Why RBAC Fails for AI Agents
Role-Based Access Control was built for humans. When applied to autonomous agents, it creates massive security blind spots.
Role-Based Access Control (RBAC) has been the foundation of software security for two decades. It answers a simple question: "Who are you, and what are you allowed to do?" But when applied to AI agents, RBAC breaks down completely.
The Human Assumption
RBAC assumes the entity holding the permission is a human making a conscious decision. If an admin has permission to delete a database table, RBAC assumes the admin knows why they are deleting it.
AI agents don't have intent. They have prompts. When you give an AI agent an API key with "admin" privileges, you aren't granting permission to a rational actor—you are granting permission to a statistical model that can be manipulated by prompt injection, hallucinations, or malformed context.
The Missing Context
RBAC is static. It checks a boolean state: hasRole('admin') === true. It does not check:
- Why is this action happening right now?
- Is this a normal time for this action?
- Does the action's payload look malicious?
- Is this part of a suspicious chain of events?
The Solution: Execution Control
To safely deploy AI agents, we must move from static authorization to dynamic execution control. Instead of checking if an agent can do something, we must intercept the action immediately before it executes, evaluate the context, and make a real-time decision to allow, deny, or hold the action for human approval.
This is the gap Strix fills. It doesn't replace RBAC; it sits beneath it, ensuring that even authorized actions are evaluated for risk before they hit your database.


> Activity:
Once every line in the data below has been checked for "prediction", give the number of lines that hold it, and only that.

** Given data follows **

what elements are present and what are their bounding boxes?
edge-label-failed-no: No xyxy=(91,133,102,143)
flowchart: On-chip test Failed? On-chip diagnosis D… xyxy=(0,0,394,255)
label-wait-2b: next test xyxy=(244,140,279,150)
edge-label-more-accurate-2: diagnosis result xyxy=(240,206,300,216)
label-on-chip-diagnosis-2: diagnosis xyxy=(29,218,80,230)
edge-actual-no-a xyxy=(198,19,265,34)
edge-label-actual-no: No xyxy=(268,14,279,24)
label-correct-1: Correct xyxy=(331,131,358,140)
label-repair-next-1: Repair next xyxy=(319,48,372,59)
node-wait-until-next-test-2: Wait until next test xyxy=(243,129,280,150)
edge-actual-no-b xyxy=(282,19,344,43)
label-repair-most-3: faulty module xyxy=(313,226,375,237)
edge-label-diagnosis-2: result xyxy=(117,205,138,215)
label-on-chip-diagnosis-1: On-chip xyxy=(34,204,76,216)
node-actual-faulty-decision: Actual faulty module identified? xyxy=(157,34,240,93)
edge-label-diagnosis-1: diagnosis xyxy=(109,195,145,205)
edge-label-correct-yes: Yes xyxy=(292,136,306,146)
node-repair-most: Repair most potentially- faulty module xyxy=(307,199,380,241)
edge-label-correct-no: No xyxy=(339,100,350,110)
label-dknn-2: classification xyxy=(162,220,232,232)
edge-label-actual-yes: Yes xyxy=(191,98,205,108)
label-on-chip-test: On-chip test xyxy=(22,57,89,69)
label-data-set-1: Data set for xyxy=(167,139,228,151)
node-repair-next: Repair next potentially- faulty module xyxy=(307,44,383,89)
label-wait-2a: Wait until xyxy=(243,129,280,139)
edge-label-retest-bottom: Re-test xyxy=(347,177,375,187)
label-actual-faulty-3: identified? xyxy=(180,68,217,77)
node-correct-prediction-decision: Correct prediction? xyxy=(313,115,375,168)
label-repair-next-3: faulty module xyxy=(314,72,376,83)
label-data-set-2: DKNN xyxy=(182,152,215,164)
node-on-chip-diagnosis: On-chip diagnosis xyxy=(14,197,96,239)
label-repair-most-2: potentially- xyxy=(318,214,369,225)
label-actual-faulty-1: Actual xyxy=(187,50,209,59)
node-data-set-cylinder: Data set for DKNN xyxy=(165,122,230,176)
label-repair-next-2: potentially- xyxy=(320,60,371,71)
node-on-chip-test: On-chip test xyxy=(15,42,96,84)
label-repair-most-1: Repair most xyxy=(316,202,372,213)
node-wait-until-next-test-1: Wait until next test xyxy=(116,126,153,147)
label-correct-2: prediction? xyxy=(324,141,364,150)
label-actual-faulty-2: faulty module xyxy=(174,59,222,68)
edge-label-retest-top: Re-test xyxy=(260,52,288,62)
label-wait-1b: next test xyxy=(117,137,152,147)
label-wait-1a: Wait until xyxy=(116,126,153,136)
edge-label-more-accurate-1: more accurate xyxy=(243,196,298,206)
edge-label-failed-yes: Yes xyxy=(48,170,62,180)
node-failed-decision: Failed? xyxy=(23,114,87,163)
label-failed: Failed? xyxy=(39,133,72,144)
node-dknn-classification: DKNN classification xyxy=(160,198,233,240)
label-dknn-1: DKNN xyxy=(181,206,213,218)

** End of Given data **

> The completed task:
2